Student visas should be seen as a path to permanent residency and flexible ‘follow-up’ visa schemes should be introduced if governments are to attract talent, a new report has suggested.
The Passport to Progress report, published by think tank representing the UK’s entrepreneurial community The Entrepreneurs Network and global education non-profit ABE Global, urges government to rethink its migration policy.
A key recommendation is that international graduates should have access to unsponsored right to work in the UK following their graduation.
Along with ‘dual intent’ and flexible visa schemes to ease switching visas upon graduation, the report says international graduates should be exempt from migration caps and have the right to launch their own businesses upon graduation.
It also calls on governments to “actively step in” to expand loans and scholarship options for exceptional talent who do not have the means to cover university and living costs.
The research highlights the Chinese government’s Belt and Road Scholarship covering selected students’ expenses at some universities as a good example of attracting talent. Other countries are not using their sponsorship programs to the maximum potential, it contends.
“Governments can create extremely selective student loan programs and scholarships specifically for exceptional international students at annual caps. Universities can be made responsible for spotting the top talent and governments will provide the funding needed,” the paper says.
UK House of Lords peer and founder and chairman of Cobra Beer, Lord Bilimoria, said that if the UK government wants to increase productivity, innovation and economic growth, a “flexible, proactive and competitive” immigration system is needed to incentivise students to choose the UK.
The report argues that the current sponsorship system disproportionately benefits big firms and does not incentivise graduates to launch their own business in the country.
Bilimoria, who himself set up Cobra Beer in the UK after graduating from the University of Cambridge, referred to immigrants as “natural allies” for those governments seeking economic growth.
“The desire to succeed, the craving to build something new and the entrepreneurial soul are a part and parcel of many immigrants’ personalities,” he said.
Access to work, stable paths to permanent residency and costs of education are seen as common challenges across study destinations, with some having better migration policy in place.
Canada has been “exceptionally successful” in attracting high-achieving international students in the past two decades, seeing a six-fold increase in numbers.
Historically, the US has also been successful, the report indicated, pointing to the Operation Paperclip which recruited over 1,600 German engineers and scientists after the Second World War.
Governments should establish specialised task forces to actively recruit entrepreneurs and talented STEM professionals, it said.
Ireland’s Critical Skills Employment Permit allowing firms to import talent as long as they maintain a 50% European national workforce, Israel’s Innovation Labs programs providing critical technological infrastructure to migrant entrepreneurs and New Zealand’s Global Impact Visa offering training, investment and networking opportunities are all noted as successful policy interventions.
Canada, it says, is “realising the benefits of positioning international graduates as the future of its workforce”. Competitor countries should be looking to adapt migration policy as they face talent shortages and productivity stagnation, it contends.
It highlights the UK’s High Potential Individual visa as “a unique and creative policy example”, but says at the two-year work visa route should be expanded beyond the current top 200 universities to include institutes such as the Indian Institutes of Technology.
“Recently, the central relationship between immigration and innovation has come under attack”
Chief executive officer of ABE Global, Rob May, warned that, “Recently, the central relationship between immigration and innovation has come under attack.”
He said that the positive effects of migration have “once again become clouded in a hostile narrative that finds its fulfilment in the populist rhetoric that any immigration is antithetical to national progress”.
Researcher at The Entrepreneurs Network and author of the report, Derin Kocer, highlighted the need to increase productivity as the way to meaningful economic growth.
“Many countries, especially developed economies like the UK, have been rather unsuccessful in increasing productivity over the past decade and thus their GDP per capita growth either slowed down substantially or stagnated.
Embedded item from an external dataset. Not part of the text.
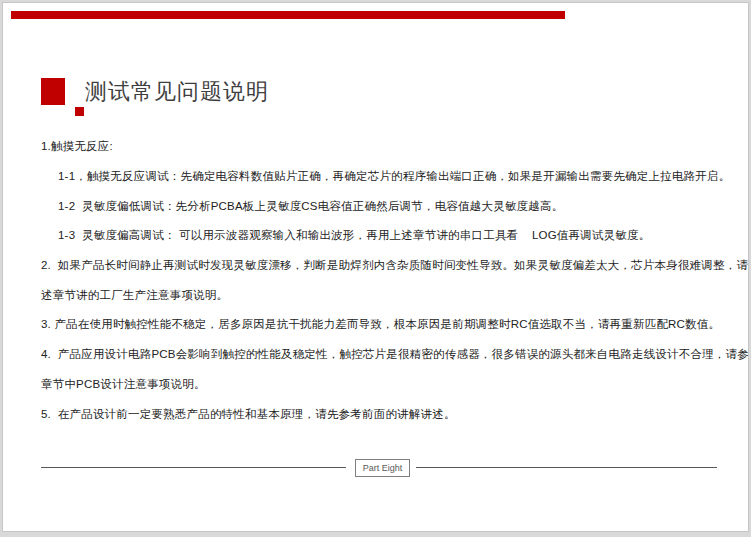 The width and height of the screenshot is (751, 537). What do you see at coordinates (388, 385) in the screenshot?
I see `body-text-line: 章节中PCB设计注意事项说明。` at bounding box center [388, 385].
To break this cycle, the UK needs to invest more in innovation. For that, it needs innovators and entrepreneurs,” he told The PIE.
Business leaders have been citing ‘access to talent’ as a main concern, he continued.
“The need for talent will only grow as new technologies change the skills needed to work productively.”
The UK government can be “much more bold and ambitious in spotting talent”, he concluded. One option is to expand the High Potential Individual visa to professionals as well as graduates from top universities.